What is Depression?
A New Theory


December 24, 2003

This is a rough draft of a paper on depression.

Introduction

Everyone experiences depression at some time in their lives. On holidays like today, the number of people feeling depressed skyrockets. For most of them, their spirits will return when the holidays are over. For some people, however, depression is a constant factor in their daily existence. It can deprive them of the enjoyment of life and can even lead to suicide. Over the years, I've known several people who were close to me who had this terrible affliction. As a scientist, I've often wondered what causes it and how to cure it. Before it can be cured, however, it's necessary to understand what depression really is.

Theories about Depression

It's fashionable these days to say depression is a chemical imbalance. Of course, at some level this is true. Chemical imbalances, such as those that occur in seasonal affective disorder, can cause feelings of depression; and drugs that counteract the chemical imbalance can help mitigate the symptoms. But a chemical imbalance of neurotransmitters is no more a cause of real depression than an imbalance of arachidonic acid metabolites is the cause of a headache. Taking aspirin may block the cyclooxygenase enzyme that creates the signaling molecules, but it's not "curing" the headache--only making it impossible to feel it.

And what about other emotions? Anger and happiness may also be described as a chemical imbalance, but this doesn't explain them and it ignores the psychological meaning of the emotion. This deprives us of an understanding of how the chemical imbalance forms in the first place.

Depression is usually characterized as an emotional state, with overpowering feelings of sadness, helplessness, and worthlessness. The victim withdraws from former activities and appears to act passively. But whether the victim realizes it or not, there is nothing passive about depression. Inside the person's mind there are powerful feelings of aggression and hatred. After all, what could be a more convincing expression of violent aggression and vicious hatred than the act of killing oneself?

Indeed, aggression and depression have often been linked in the research literature [refs]. Although it's hard to prove this scientifically, I am convinced that depression is aggression turned inward against oneself. All emotions are the body's way of getting you to do something. Depression is no exception. The affective component of emotions is a powerful clue about what the brain wants you to do. In the case of anger or sexual desire, the course of action is more or less obvious. In the case of depression, the course of action is not so clear. I hypothesize that depression is the brain's way of getting you to do something in your life that is painful.

Learned Helplessness

Before explaining this, it's necessary to explain the relationship of depression to learned helplessness. Some of my colleagues are studying learned helplessness in rats as a model for depression. The animals are placed in a small swimming pool. This doesn't hurt them, because they are natural swimmers. But they'd rather be in their cage where it's dry. For half of the animals, a platform is provided that allows the animal to escape the water. The other half have no escape from the water until the experimenter takes them out. These rats learn that it's pointless to struggle so they stop searching for a way out, and after several sessions they fail to utilize an escape platform even when one is provided. This is called learned helplessness.

One might think that laboratory rats would automatically be depressed. After all, they are in a sterile cage with little personal freedom or privacy. But rats are very practical creatures. Judging from their behavior, rats appear to think they have it pretty good. They have free food, other rats to sleep on, doctors in lab coats waiting on them hand and foot, and they can go for a dip in the pool once a day. It's depressingly tough to get the rats depressed under these conditions.

The remarkable thing about learned helplessness is that drugs that act as antidepressants disrupt learned helplessness. This makes learned helplessness a very useful tool for screening potential new antidepressants.

However, learned helplessness is probably not true depression, in the sense that we humans think of it. The rats aren't depressed. They don't sit around reading No Exit or books by Franz Kafka about people turning into cockroaches, or lie around in their cages wearing black polo shirts and discussing the meaninglessness and futility of their existence. But maybe they should, because just as it prevents them from trying to escape the swimming pool, learned helplessness prevents people from using the coping strategies that are available to most people to escape depression.

A depressed person who stays depressed may do so because their coping strategies don't work, or the person is afraid or unable to make the necessary changes in their environment. As a result, the situation that causes the depression doesn't change and the condition gets worse.

Conclusions

Although this theory is still very primitive, it suggests that antidepressant medication is not sufficient for curing depression. The patient is not depressed without a good reason. To escape, the patient must also make a radical change in his or her life.

At some level, the patient already may know what to do. The depression is their frustrated aggression at being unable or unwilling to make the necessary change. The patient's brain is preparing them to make this painful change. If the patient is suicidal, even a random change that results in losing their job and accepting a lower socioeconomic status could paradoxically be beneficial, because it may circumvent the restrictions that prevent the patient from coping and redirecting their aggression outward instead of inward.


== Work task ==
An exact copy of every entry is needed, with the images left out.

[Data excerpts]
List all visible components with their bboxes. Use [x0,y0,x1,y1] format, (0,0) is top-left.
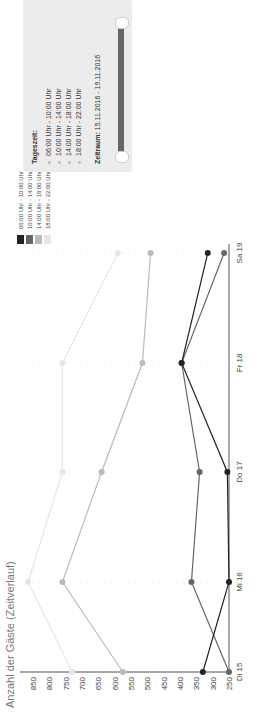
series-line [62,253,150,672]
legend-swatch [17,235,24,244]
tageszeit-options: 06:00 Uhr - 10:00 Uhr 10:00 Uhr - 14:00 … [45,88,85,164]
data-point[interactable] [224,469,230,475]
y-tick-label: 650 [94,676,103,690]
data-point[interactable] [148,250,154,256]
data-point[interactable] [221,250,227,256]
legend-label: 06:00 Uhr - 10:00 Uhr [18,171,24,229]
series-line [28,253,118,672]
x-tick-label: Sa 19 [235,242,244,263]
data-point[interactable] [59,579,65,585]
rotated-stage: Anzahl der Gäste (Zeitverlauf) 850800750… [0,0,258,714]
slider-start-handle[interactable] [115,151,129,163]
y-tick-label: 500 [143,676,152,690]
legend-label: 18:00 Uhr - 22:00 Uhr [45,171,51,229]
data-point[interactable] [99,469,105,475]
x-tick-label: Fr 18 [235,353,244,372]
series-line [182,253,229,672]
legend-swatch [26,235,33,244]
y-tick-label: 400 [176,676,185,690]
legend-swatch [44,235,51,244]
legend-item: 14:00 Uhr - 18:00 Uhr [34,171,43,244]
data-point[interactable] [25,579,31,585]
data-point[interactable] [205,250,211,256]
data-point[interactable] [59,360,65,366]
y-tick-label: 550 [127,676,136,690]
tageszeit-option[interactable]: 06:00 Uhr - 10:00 Uhr [45,88,55,164]
y-tick-label: 450 [160,676,169,690]
date-range-slider[interactable] [118,22,124,158]
y-tick-label: 850 [29,676,38,690]
bullet-icon [58,161,61,164]
zeitraum-text: Zeitraum: 15.11.2016 - 19.11.2016 [94,55,101,164]
legend-item: 18:00 Uhr - 22:00 Uhr [43,171,52,244]
legend-label: 10:00 Uhr - 14:00 Uhr [27,171,33,229]
y-tick-label: 750 [62,676,71,690]
legend-label: 14:00 Uhr - 18:00 Uhr [36,171,42,229]
bullet-icon [48,161,51,164]
data-point[interactable] [226,579,232,585]
series-line [182,253,229,672]
data-point[interactable] [179,360,185,366]
data-point[interactable] [115,250,121,256]
line-chart: 850800750700650600550500450400350300250D… [0,174,258,714]
data-point[interactable] [69,669,75,675]
slider-end-handle[interactable] [115,17,129,29]
tageszeit-label: Tageszeit: [31,130,38,164]
data-point[interactable] [120,669,126,675]
filter-panel: Tageszeit: 06:00 Uhr - 10:00 Uhr 10:00 U… [23,0,132,172]
y-tick-label: 700 [78,676,87,690]
data-point[interactable] [197,469,203,475]
data-point[interactable] [59,469,65,475]
legend-item: 06:00 Uhr - 10:00 Uhr [16,171,25,244]
x-tick-label: Do 17 [235,461,244,483]
tageszeit-option[interactable]: 10:00 Uhr - 14:00 Uhr [55,88,65,164]
legend: 06:00 Uhr - 10:00 Uhr10:00 Uhr - 14:00 U… [16,171,52,244]
x-tick-label: Mi 16 [235,572,244,592]
data-point[interactable] [200,669,206,675]
bullet-icon [78,161,81,164]
y-tick-label: 800 [45,676,54,690]
y-tick-label: 350 [192,676,201,690]
data-point[interactable] [139,360,145,366]
data-point[interactable] [226,669,232,675]
y-tick-label: 300 [209,676,218,690]
x-tick-label: Di 15 [235,662,244,681]
y-tick-label: 600 [111,676,120,690]
legend-item: 10:00 Uhr - 14:00 Uhr [25,171,34,244]
tageszeit-option[interactable]: 14:00 Uhr - 18:00 Uhr [65,88,75,164]
legend-swatch [35,235,42,244]
data-point[interactable] [188,579,194,585]
y-tick-label: 250 [225,676,234,690]
bullet-icon [68,161,71,164]
tageszeit-option[interactable]: 18:00 Uhr - 22:00 Uhr [75,88,85,164]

== Response ==
List all visible components with their bboxes. Use [x0,y0,x1,y1] format, (0,0) is top-left.
series-line [62,253,150,672]
legend-swatch [17,235,24,244]
tageszeit-options: 06:00 Uhr - 10:00 Uhr 10:00 Uhr - 14:00 … [45,88,85,164]
data-point[interactable] [224,469,230,475]
y-tick-label: 650 [94,676,103,690]
data-point[interactable] [148,250,154,256]
data-point[interactable] [221,250,227,256]
legend-label: 06:00 Uhr - 10:00 Uhr [18,171,24,229]
series-line [28,253,118,672]
x-tick-label: Sa 19 [235,242,244,263]
data-point[interactable] [59,579,65,585]
rotated-stage: Anzahl der Gäste (Zeitverlauf) 850800750… [0,0,258,714]
slider-start-handle[interactable] [115,151,129,163]
y-tick-label: 500 [143,676,152,690]
legend-label: 18:00 Uhr - 22:00 Uhr [45,171,51,229]
data-point[interactable] [99,469,105,475]
x-tick-label: Fr 18 [235,353,244,372]
series-line [182,253,229,672]
legend-swatch [26,235,33,244]
y-tick-label: 400 [176,676,185,690]
legend-swatch [44,235,51,244]
legend-item: 14:00 Uhr - 18:00 Uhr [34,171,43,244]
data-point[interactable] [25,579,31,585]
data-point[interactable] [205,250,211,256]
data-point[interactable] [59,360,65,366]
y-tick-label: 550 [127,676,136,690]
tageszeit-option[interactable]: 06:00 Uhr - 10:00 Uhr [45,88,55,164]
y-tick-label: 450 [160,676,169,690]
date-range-slider[interactable] [118,22,124,158]
y-tick-label: 850 [29,676,38,690]
bullet-icon [58,161,61,164]
zeitraum-text: Zeitraum: 15.11.2016 - 19.11.2016 [94,55,101,164]
legend-item: 18:00 Uhr - 22:00 Uhr [43,171,52,244]
legend-label: 10:00 Uhr - 14:00 Uhr [27,171,33,229]
y-tick-label: 750 [62,676,71,690]
legend-label: 14:00 Uhr - 18:00 Uhr [36,171,42,229]
bullet-icon [48,161,51,164]
data-point[interactable] [226,579,232,585]
series-line [182,253,229,672]
data-point[interactable] [179,360,185,366]
data-point[interactable] [115,250,121,256]
line-chart: 850800750700650600550500450400350300250D… [0,174,258,714]
data-point[interactable] [69,669,75,675]
slider-end-handle[interactable] [115,17,129,29]
tageszeit-label: Tageszeit: [31,130,38,164]
data-point[interactable] [120,669,126,675]
filter-panel: Tageszeit: 06:00 Uhr - 10:00 Uhr 10:00 U… [23,0,132,172]
y-tick-label: 700 [78,676,87,690]
data-point[interactable] [197,469,203,475]
data-point[interactable] [59,469,65,475]
legend-item: 06:00 Uhr - 10:00 Uhr [16,171,25,244]
x-tick-label: Do 17 [235,461,244,483]
tageszeit-option[interactable]: 10:00 Uhr - 14:00 Uhr [55,88,65,164]
legend: 06:00 Uhr - 10:00 Uhr10:00 Uhr - 14:00 U… [16,171,52,244]
x-tick-label: Mi 16 [235,572,244,592]
data-point[interactable] [200,669,206,675]
bullet-icon [78,161,81,164]
y-tick-label: 800 [45,676,54,690]
y-tick-label: 350 [192,676,201,690]
data-point[interactable] [139,360,145,366]
data-point[interactable] [226,669,232,675]
y-tick-label: 300 [209,676,218,690]
x-tick-label: Di 15 [235,662,244,681]
y-tick-label: 600 [111,676,120,690]
legend-item: 10:00 Uhr - 14:00 Uhr [25,171,34,244]
tageszeit-option[interactable]: 14:00 Uhr - 18:00 Uhr [65,88,75,164]
legend-swatch [35,235,42,244]
data-point[interactable] [188,579,194,585]
y-tick-label: 250 [225,676,234,690]
bullet-icon [68,161,71,164]
tageszeit-option[interactable]: 18:00 Uhr - 22:00 Uhr [75,88,85,164]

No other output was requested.